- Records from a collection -

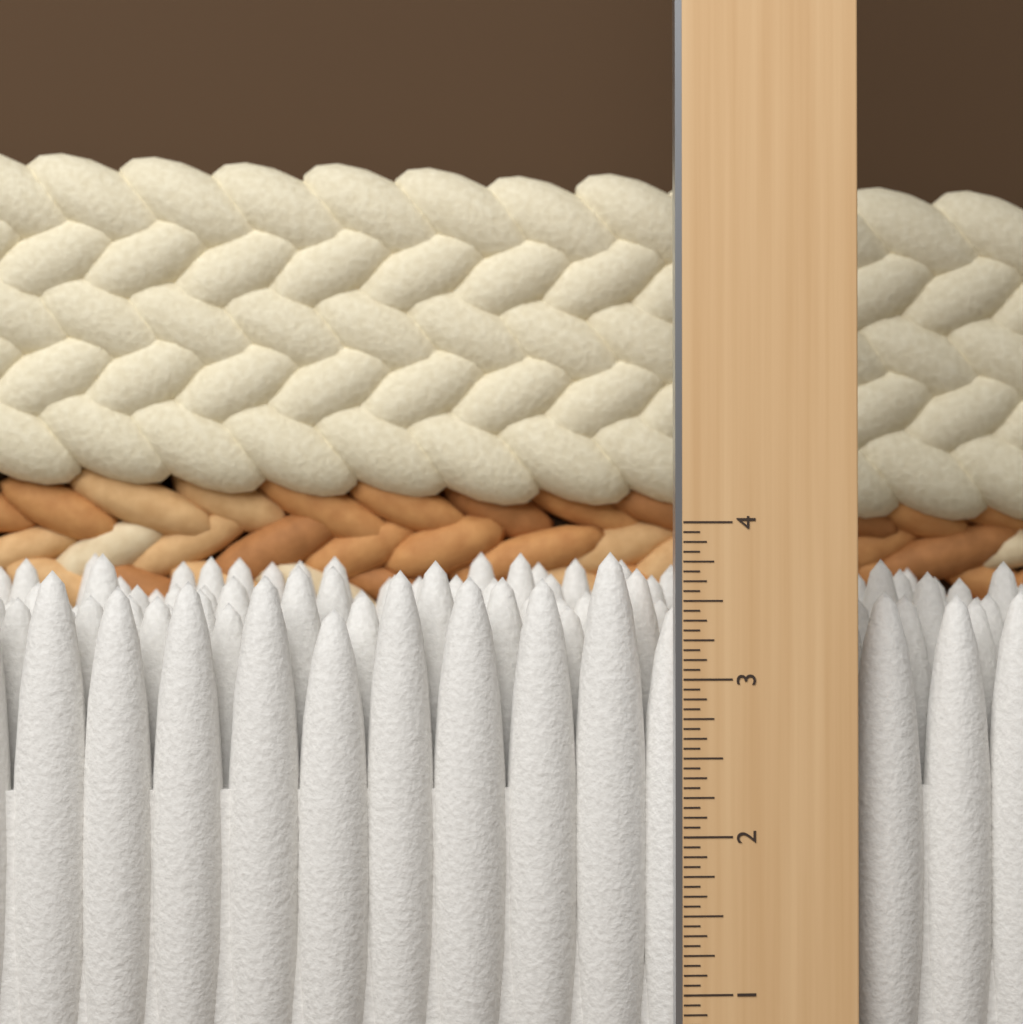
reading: 3.8125 in
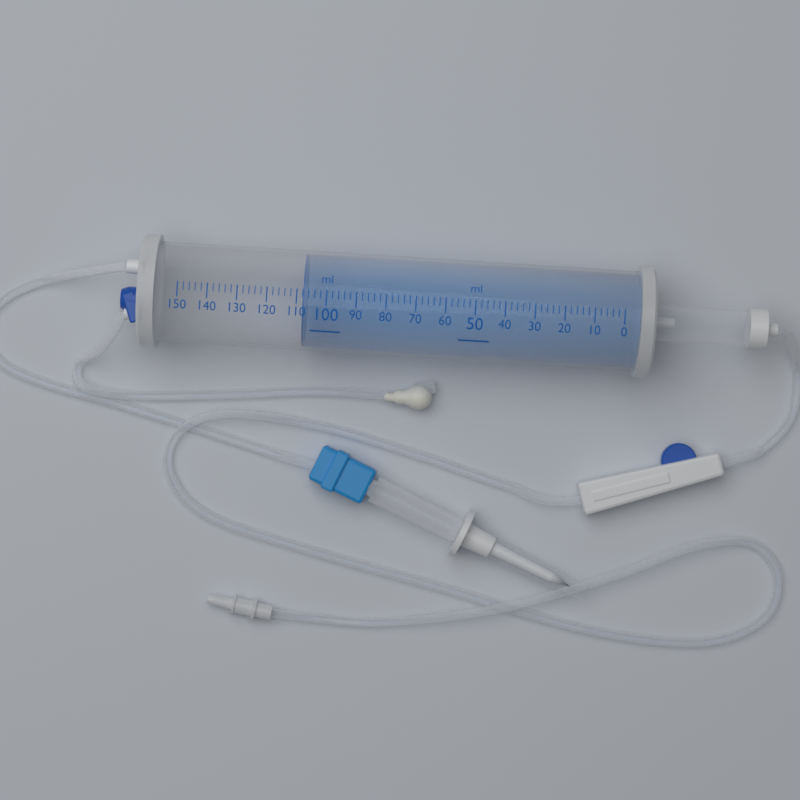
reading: 108 ml
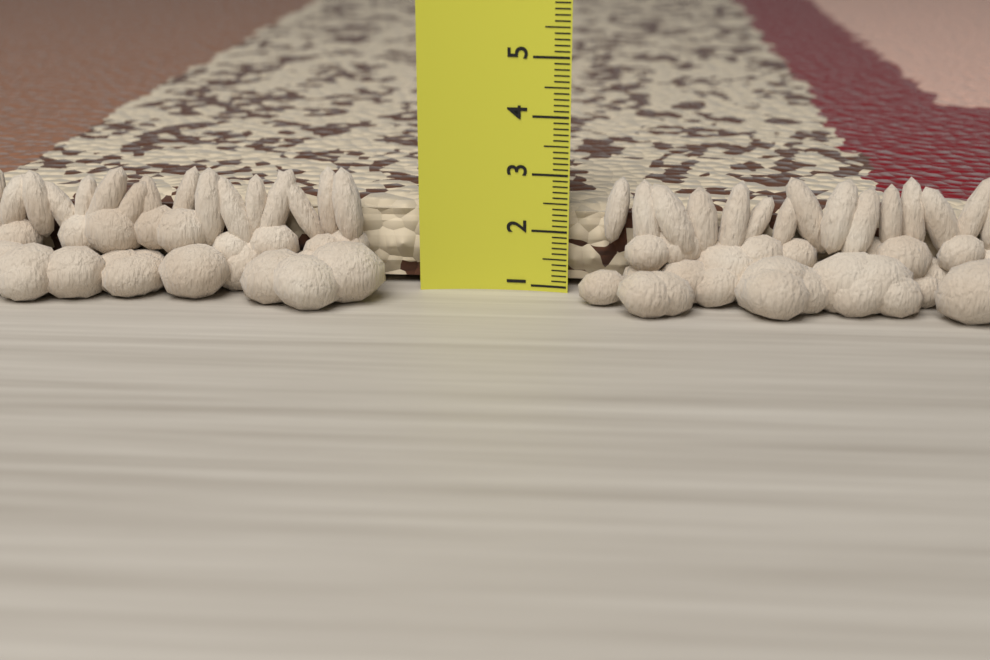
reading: 2.4 (no unit)
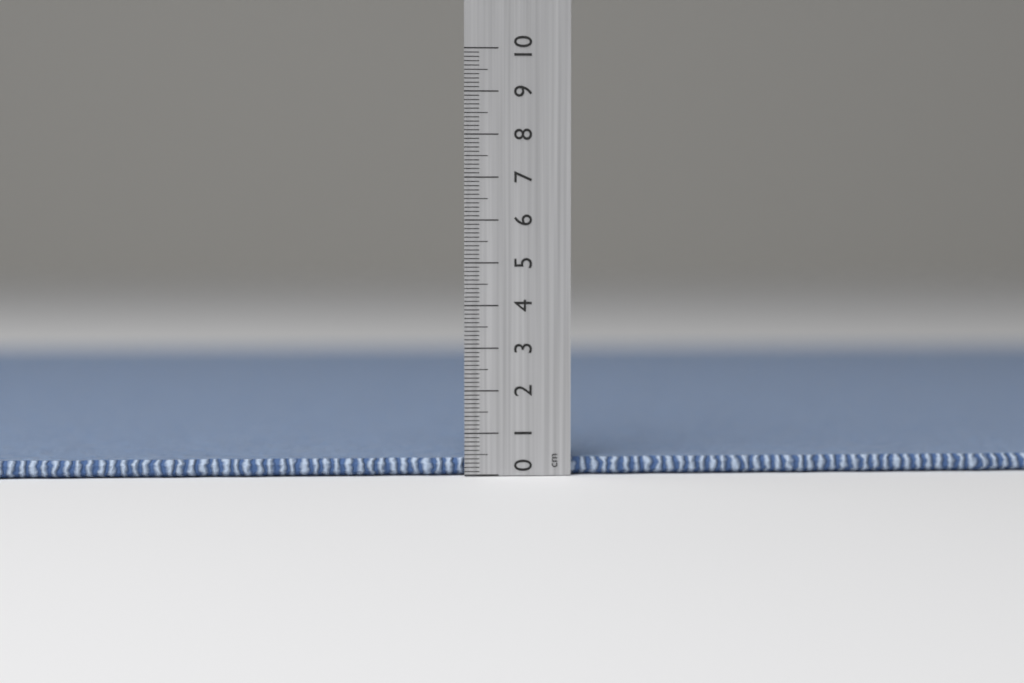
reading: 0.4 cm
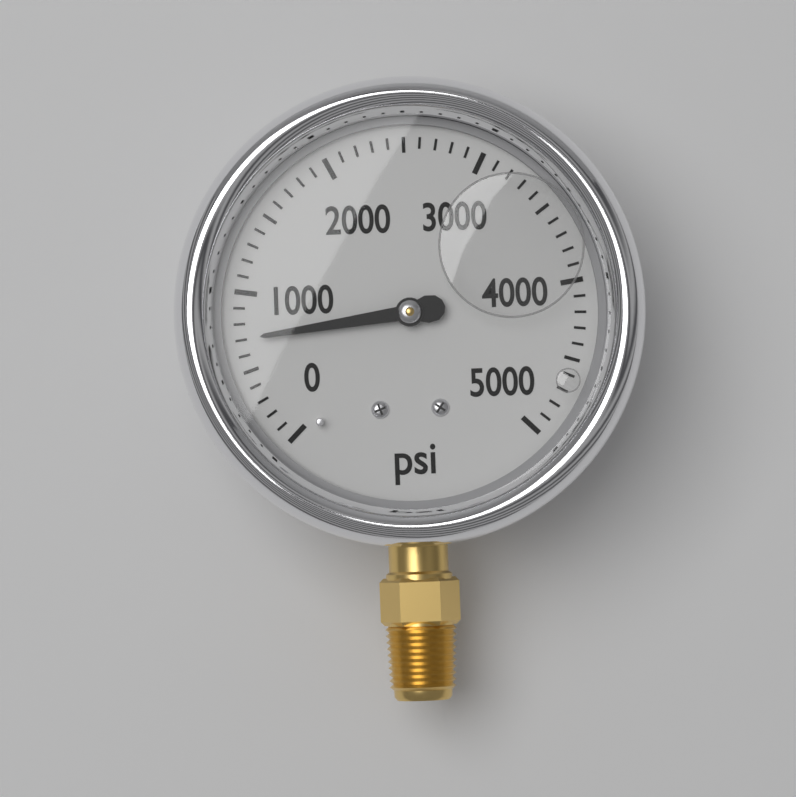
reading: 700 psi
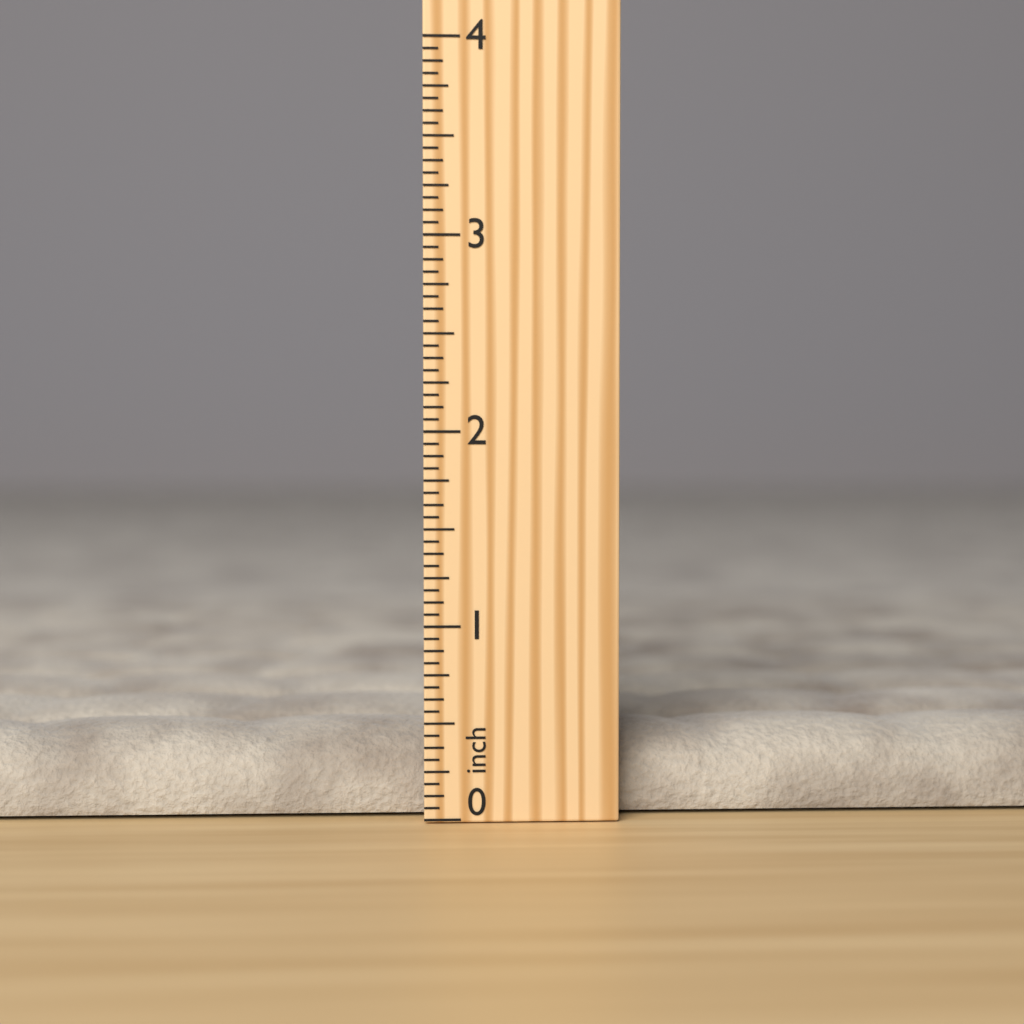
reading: 0.4375 inch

- Exercise details -
Transcribe the entries above verbatim, omitting their pictures.

- Answer box -
reading: 3.8125 in
reading: 108 ml
reading: 2.4 (no unit)
reading: 0.4 cm
reading: 700 psi
reading: 0.4375 inch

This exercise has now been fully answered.